Why turkey? Hundreds of millions of Americans will sit down to dinner today to give a little thanks and eat a lot of food, and most of them will partake in a heaping helping of the traditional Thanksgiving turkey.
It’s not that we have anything against the turkey, a perfectly lovely beast that Benjamin Franklin once advocated as a symbol of the nation. But turkeys are hardly engaging while alive — they aren’t considered to be particularly bright — and they aren’t notably attractive. Once they arrive on the dinner table, they don’t have anything on chicken or ham or pork when it comes to taste, although that, to coin a phrase, is a matter of taste. And while the noble-but-undistinguished turkey is undoubtedly a fixture of holiday meals, historians say it is unlikely that the bird made an appearance at the inaugural Thanksgiving feast, believed to have taken place in 1621.
So, why turkey? Why has this particular bird become synonymous with the holiday Americans celebrate as a precursor to the Christmas shopping season? Well, it turns out that the turkey’s various shortcomings are, in large part, behind its role in the Thanksgiving holiday.
Turkeys, you see, don’t have much utilitarian purpose, at least in American culture. Chickens make for good eating, as well, but when the United States was primarily agrarian, chickens were more useful if they were alive, so long as they could lay eggs. And cows? Cows have become a staple of the American diet, but they could be more beneficial if they were left alive to produce milk.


* _What you should do_: The answer must consist of every line from the entries below that contains the word "slot".

(Stored records)
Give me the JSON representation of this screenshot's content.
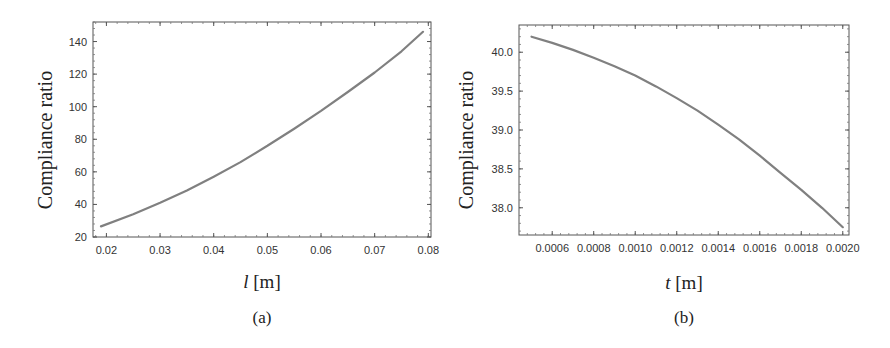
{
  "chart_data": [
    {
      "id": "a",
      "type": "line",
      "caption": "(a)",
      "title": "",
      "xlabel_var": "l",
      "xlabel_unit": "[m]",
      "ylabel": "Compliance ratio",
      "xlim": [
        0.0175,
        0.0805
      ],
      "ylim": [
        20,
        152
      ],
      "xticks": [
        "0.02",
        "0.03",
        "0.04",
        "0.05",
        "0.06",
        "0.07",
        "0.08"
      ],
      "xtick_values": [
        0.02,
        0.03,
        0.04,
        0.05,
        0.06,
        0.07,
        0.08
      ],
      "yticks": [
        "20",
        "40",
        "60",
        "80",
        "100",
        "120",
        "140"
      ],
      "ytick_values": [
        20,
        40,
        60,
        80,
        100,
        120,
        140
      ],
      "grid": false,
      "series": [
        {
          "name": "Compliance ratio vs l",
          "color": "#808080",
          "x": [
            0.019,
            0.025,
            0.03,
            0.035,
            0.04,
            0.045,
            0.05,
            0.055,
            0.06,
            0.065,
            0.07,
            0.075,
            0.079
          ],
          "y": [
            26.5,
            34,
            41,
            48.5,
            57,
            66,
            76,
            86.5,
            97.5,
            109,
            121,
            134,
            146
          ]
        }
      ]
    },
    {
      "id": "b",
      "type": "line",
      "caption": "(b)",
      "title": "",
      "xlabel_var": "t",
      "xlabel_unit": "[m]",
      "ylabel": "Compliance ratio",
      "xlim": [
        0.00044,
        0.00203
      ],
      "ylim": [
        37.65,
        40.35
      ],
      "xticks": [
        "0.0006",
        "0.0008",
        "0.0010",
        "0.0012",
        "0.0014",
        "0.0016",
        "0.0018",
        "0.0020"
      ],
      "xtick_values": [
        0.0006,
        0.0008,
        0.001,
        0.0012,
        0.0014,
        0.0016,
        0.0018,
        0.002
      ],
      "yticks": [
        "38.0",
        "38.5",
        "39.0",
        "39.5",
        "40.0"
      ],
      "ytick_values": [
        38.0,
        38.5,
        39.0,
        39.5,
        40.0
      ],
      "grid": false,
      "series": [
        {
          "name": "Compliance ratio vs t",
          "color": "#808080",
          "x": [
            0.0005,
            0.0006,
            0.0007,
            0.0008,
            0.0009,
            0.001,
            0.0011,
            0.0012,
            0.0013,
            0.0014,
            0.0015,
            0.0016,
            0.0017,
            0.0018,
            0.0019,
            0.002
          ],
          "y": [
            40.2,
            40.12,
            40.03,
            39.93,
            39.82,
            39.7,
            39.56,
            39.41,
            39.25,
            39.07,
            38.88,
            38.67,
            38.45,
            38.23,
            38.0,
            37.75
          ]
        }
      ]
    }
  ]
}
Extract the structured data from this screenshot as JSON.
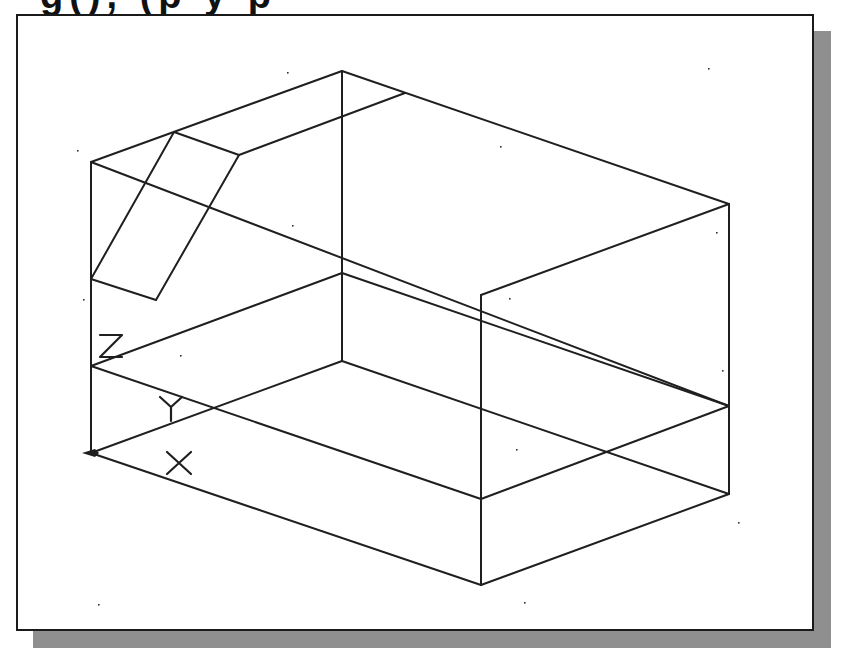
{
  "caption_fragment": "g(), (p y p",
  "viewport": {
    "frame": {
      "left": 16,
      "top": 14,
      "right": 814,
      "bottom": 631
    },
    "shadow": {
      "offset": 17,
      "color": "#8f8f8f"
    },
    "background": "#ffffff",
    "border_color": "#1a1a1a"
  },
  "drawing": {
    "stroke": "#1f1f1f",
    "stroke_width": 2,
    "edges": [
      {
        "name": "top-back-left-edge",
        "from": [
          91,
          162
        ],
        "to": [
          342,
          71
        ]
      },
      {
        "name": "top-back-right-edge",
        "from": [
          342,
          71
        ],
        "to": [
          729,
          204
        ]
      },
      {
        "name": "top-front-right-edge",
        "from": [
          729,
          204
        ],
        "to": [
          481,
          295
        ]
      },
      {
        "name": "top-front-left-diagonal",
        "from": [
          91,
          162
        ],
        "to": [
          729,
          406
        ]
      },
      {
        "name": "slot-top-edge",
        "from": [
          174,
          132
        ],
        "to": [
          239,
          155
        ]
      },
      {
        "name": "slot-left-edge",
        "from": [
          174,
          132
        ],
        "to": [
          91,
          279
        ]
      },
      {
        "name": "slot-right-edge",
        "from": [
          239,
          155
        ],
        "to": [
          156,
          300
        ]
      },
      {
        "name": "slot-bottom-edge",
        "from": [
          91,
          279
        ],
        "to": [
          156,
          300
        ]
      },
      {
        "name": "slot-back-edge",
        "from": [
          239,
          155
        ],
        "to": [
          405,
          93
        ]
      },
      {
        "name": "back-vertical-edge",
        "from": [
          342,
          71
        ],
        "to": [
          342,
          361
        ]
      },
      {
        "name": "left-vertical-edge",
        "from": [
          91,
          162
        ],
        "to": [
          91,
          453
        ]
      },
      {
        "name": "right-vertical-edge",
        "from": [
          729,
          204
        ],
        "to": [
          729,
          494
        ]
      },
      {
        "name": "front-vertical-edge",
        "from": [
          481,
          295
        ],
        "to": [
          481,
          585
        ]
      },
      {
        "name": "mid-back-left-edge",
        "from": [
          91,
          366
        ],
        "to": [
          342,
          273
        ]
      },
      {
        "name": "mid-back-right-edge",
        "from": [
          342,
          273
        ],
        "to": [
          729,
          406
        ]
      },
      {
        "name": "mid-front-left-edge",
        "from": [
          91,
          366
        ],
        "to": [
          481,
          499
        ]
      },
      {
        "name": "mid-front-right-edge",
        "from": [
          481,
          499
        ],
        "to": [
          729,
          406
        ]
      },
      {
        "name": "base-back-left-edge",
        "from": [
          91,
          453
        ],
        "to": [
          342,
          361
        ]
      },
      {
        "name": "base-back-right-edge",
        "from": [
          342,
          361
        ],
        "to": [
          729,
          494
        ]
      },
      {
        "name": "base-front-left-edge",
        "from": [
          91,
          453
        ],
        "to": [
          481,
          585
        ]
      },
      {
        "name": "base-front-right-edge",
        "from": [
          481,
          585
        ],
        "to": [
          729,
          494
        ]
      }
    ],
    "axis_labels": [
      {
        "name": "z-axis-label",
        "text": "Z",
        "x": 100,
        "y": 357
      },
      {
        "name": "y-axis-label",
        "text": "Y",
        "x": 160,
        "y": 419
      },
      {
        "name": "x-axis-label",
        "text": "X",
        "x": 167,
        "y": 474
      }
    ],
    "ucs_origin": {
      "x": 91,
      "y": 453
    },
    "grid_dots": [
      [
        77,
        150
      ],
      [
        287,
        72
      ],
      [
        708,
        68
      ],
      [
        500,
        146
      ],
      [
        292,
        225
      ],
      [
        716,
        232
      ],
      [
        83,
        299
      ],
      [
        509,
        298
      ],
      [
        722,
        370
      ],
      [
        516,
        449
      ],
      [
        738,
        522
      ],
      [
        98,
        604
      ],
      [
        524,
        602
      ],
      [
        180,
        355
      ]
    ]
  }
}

* _Reply to the exercise_:
        "name": "slot-top-edge",
        "name": "slot-left-edge",
        "name": "slot-right-edge",
        "name": "slot-bottom-edge",
        "name": "slot-back-edge",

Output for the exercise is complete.